Mike Clark
Consulting Actuary
Considering the urgency behind the sweeping relief package, we’ll give Congress a pass on the clumsy and redundant title of the American Rescue Plan Act of 2021 (ARPA) and focus on its key word…”Rescue”. Rescue is certainly an appropriate word for a law that spreads almost $2 trillion of financial aid across many elements of the US economy, and by all accounts it seems to have helped stabilize markets and the finances of businesses and individuals.
One of the smaller sections of ARPA provides significant pension funding changes for single-employer defined benefit (DB) plans (fourth time is a charm). This includes higher interest rates for valuing funding target obligations and longer periods to pay off unfunded liabilities.
While greatly appreciated by many plan sponsors, these lifelines technically fall more into the category of “relief” than “rescue”. There is no direct government funding toward single-employer pension obligations, and the burden of insuring failures still rests with the Pension Benefit Guaranty Corporation (PBGC) wholly funded by premiums paid by DB plan sponsors.
Multiemployer rescue
ARPA’s “rescue” is much more literal regarding distressed multiemployer plans. (These union-sponsored arrangements are sometimes called “Taft-Hartley” plans.) Under the new law, seriously impaired multiemployer plans may apply for a one-time lump sum payment sufficient to cover all benefit payments through the 2051 plan year—three full decades of cash.

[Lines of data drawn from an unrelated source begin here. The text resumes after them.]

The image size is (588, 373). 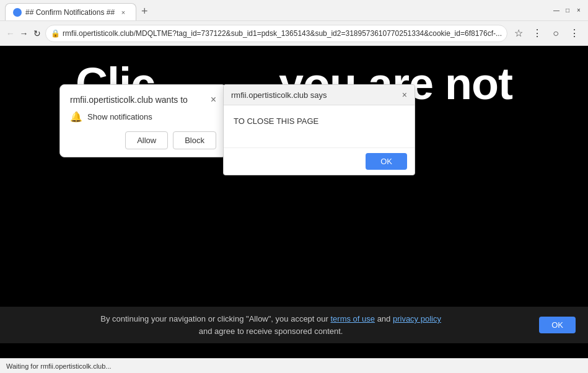 I want to click on permission-dialog-title: rmfii.opertisticolk.club wants to, so click(x=129, y=100).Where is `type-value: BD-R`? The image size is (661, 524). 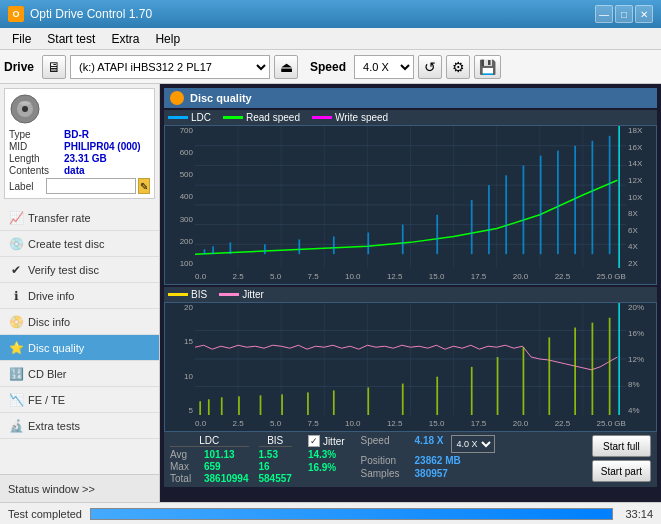 type-value: BD-R is located at coordinates (76, 134).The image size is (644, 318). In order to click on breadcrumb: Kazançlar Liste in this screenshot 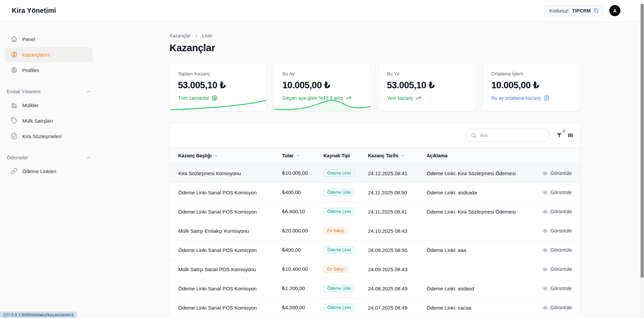, I will do `click(375, 36)`.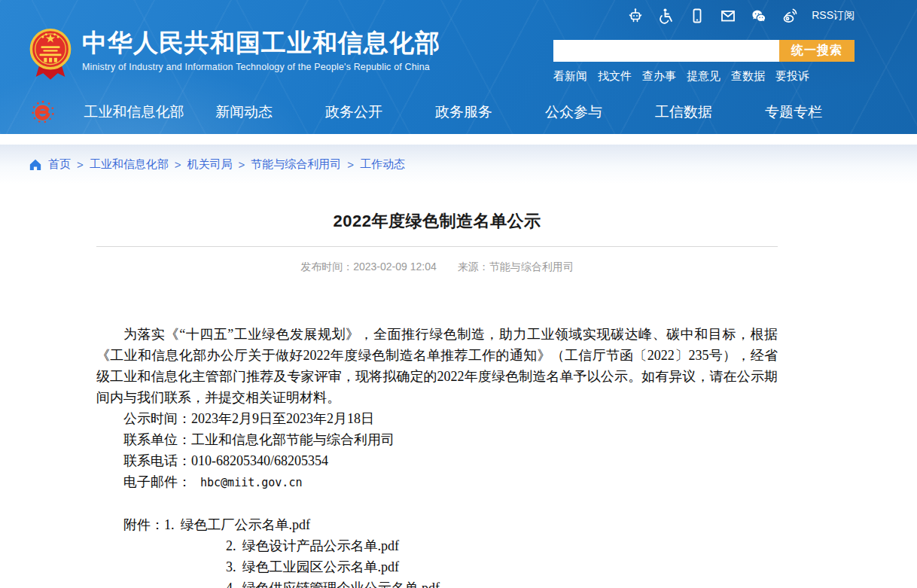 Image resolution: width=917 pixels, height=588 pixels. What do you see at coordinates (437, 546) in the screenshot?
I see `attachment-row-2: 2.绿色设计产品公示名单.pdf` at bounding box center [437, 546].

These sizeable grants, blandly labeled “Special Financial Assistance”, come with virtually no strings attached. Unlike earlier iterations of the bill, there is no requirement to pay the money back. The only significant restrictions are that the assistance payment must be invested in high quality bonds (or other acceptable investments yet to be determined), and previously-suspended pensions must be restored. Beyond that, all that is required is to apply and demonstrate eligibility through at least one of the following:
- Certified in “Critical & Declining” status in any year from 2020-2022
- Previous approval of suspension of participant benefits
- Certified Critical status with market value funding ratio under 40%, and a 2:3 ratio of active to inactive participant headcount, and/or
- Certified insolvent but not terminated after Dec. 16, 2014
Sponsors have until the end of 2025 to file. Total expected Special Financial Assistance is estimated at $94 billion, a substantial rescue indeed.
Diversification fallacy
Multiemployer pension rescue has been discussed for a long time. For years, the PBGC has published dire forecasts showing that not only were some plans in trouble, but the insurance program backstopping the risk was itself going insolvent. This happened even while the PBGC single-employer insurance program was posting huge surpluses. Why?
Since the passage of the Employee Retirement Income Security Act of 1974 (ERISA), multiemployer and single-employer funding and insurance rules have traveled different tracks, which have increasingly diverged over time. Generally, legislators and regulators have applied stricter funding and insurance rules to single-employer plans, while taking a more laissez-faire approach in the multiemployer space. One of the reasons for this was the assumption that spreading risk among many employers reduced the overall default risk of plans.
Unfortunately, union sponsorship meant most participants and employers shared a common industry, and history has demonstrated that economic downturns may impact many employers in a single industry similarly. The perceived diversification often proved illusory, driving sudden steep declines in contributing employers and covered members in affected plans.
As a result, there are now over 150 Taft-Hartley plans plans in such critical condition they need immediate assistance (roughly 11 percent of all such plans.) And the PBGC multiemployer insurance cupboard is bare from a wave of past failures and chronic premium undercollection.
Rescue ends an era
So ARPA comes as welcome help to struggling plans and the union employees and retirees who rely on them. The rescue was undoubtedly necessary to avoid benefit cuts to innocent pensioners, but it also marks a troubling watershed moment.
For the first time since at least 1974, private pension promises will be paid with assets originating from outside the ERISA system built to fund and insure them. Risk pooling misperceptions of the past must now be corrected through an expensive, taxpayer-funded bailout. And with the PBGC veil now pierced, it’s only natural to ask if this American rescue will be the last.